Sake Classes With Chicago Sake School | Chicago
Start the New Year with new sake savvy
Beer, wine, and cocktails–you mastered them all in the aughts.
But it's a new year, and it's time to traverse new beverage territory–specifically, Japan and its sake.
To act as your (rice) spirit guide, there's Chicago Sake, an educational drinking organization created by local Japanophile Mason Horowitz, "to give sake a proper and unbiased voice in Chicago."
A "Sake for Beginners" course ($60) covers the three main types of sake (junmai, ginjo and daiginjo): how they're made, and how to serve and pair them.
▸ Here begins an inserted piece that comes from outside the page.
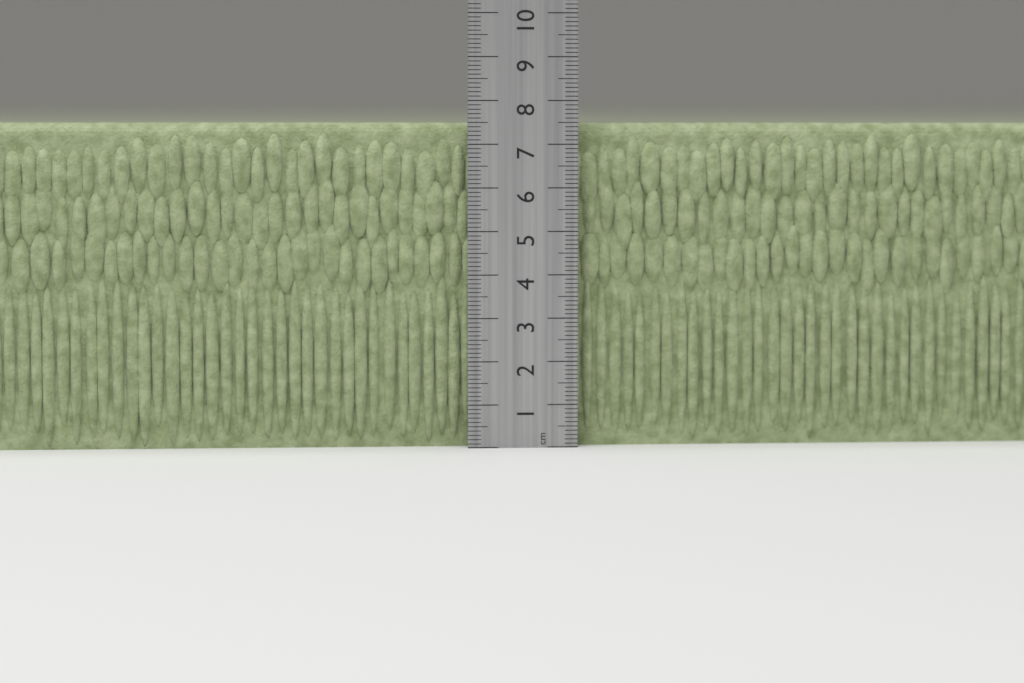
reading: 7.5 cm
You'll leave with a bolstered vocabulary and sense of taste, having sampled eight sakes (with accompanying small bites), including a few outliers–nigori (a cloudy type), sparkling, and a sake cocktail.
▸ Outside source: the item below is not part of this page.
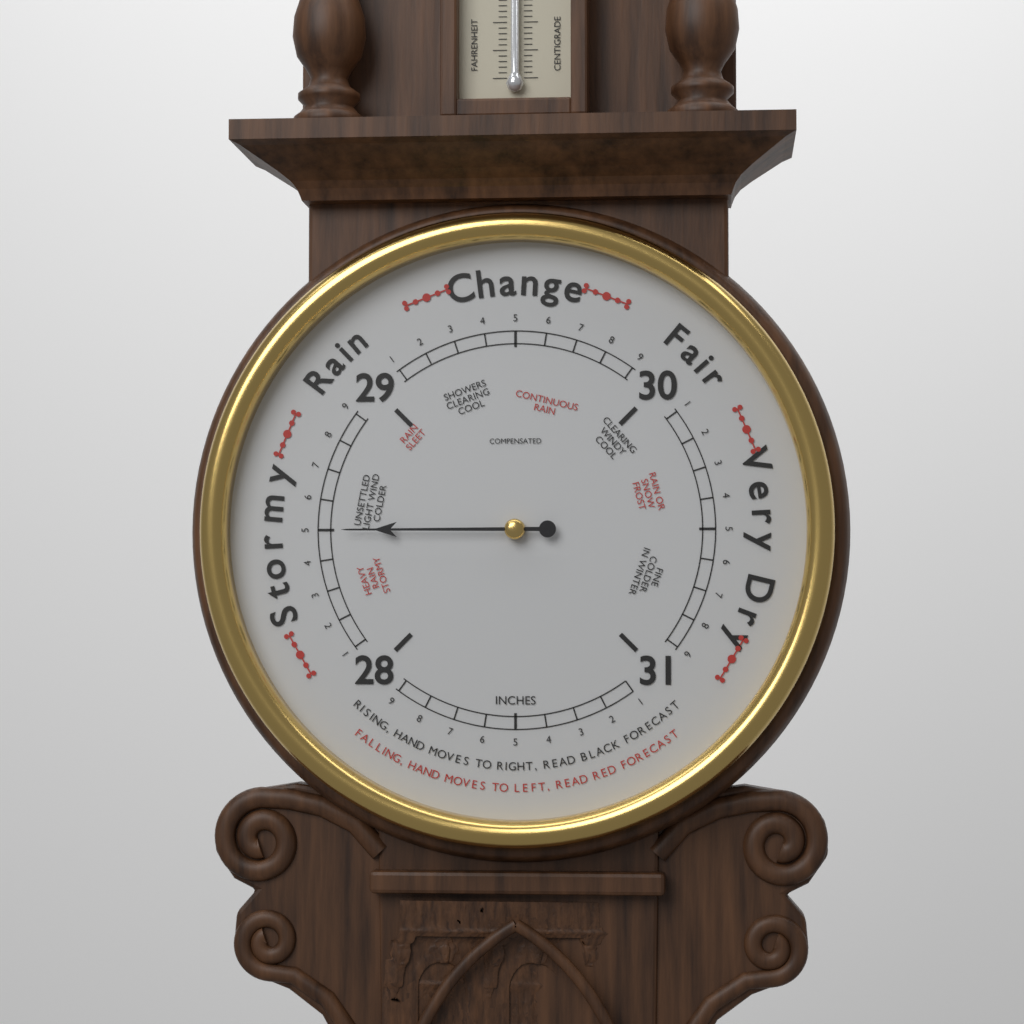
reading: 28.5 inHg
The "Sake Immersion" ($60) course delves into greater detail about production–from raising the grain to bottling–and features tastings of various brewing methods and unusual sakes, like namazake, or unpasteurized sake.
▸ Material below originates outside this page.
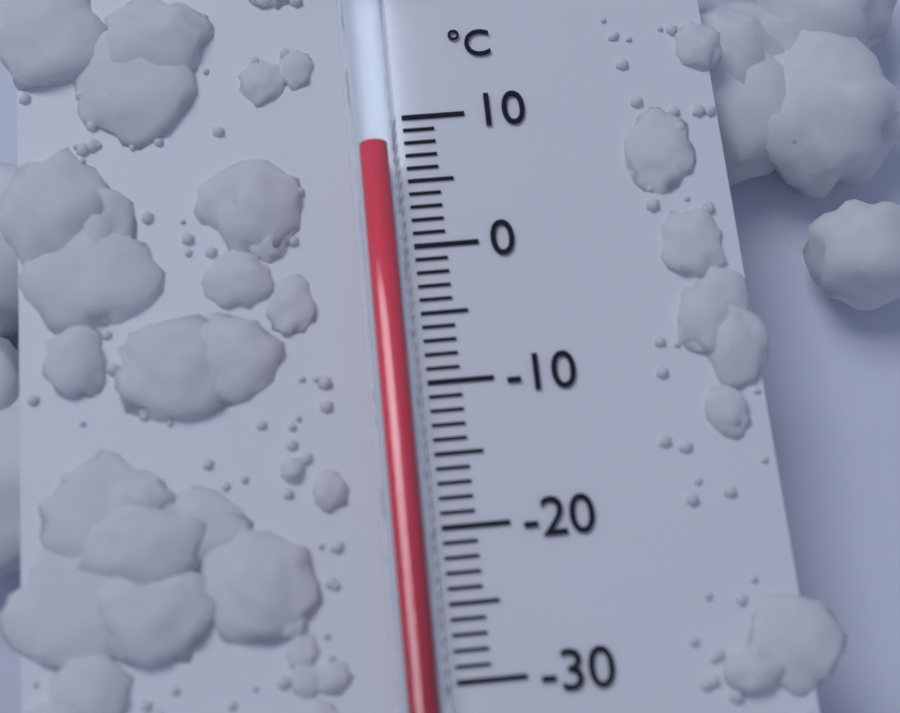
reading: 7 °C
For those with ample sake savvy, Horowitz offers classes on sake mixology and shochu, Japan's rice-, sweet-potato- or buckwheat-based distilled spirit.
The 90-minute classes are limited to 10 people and, for now, are held at Streeterville's Murasake Sake Lounge, which Horowitz deems the city's best place for drinking the brew.
For further solo exploration, he recommends Katsu, Arami and Chizakaya as excellent spots for a kanpai.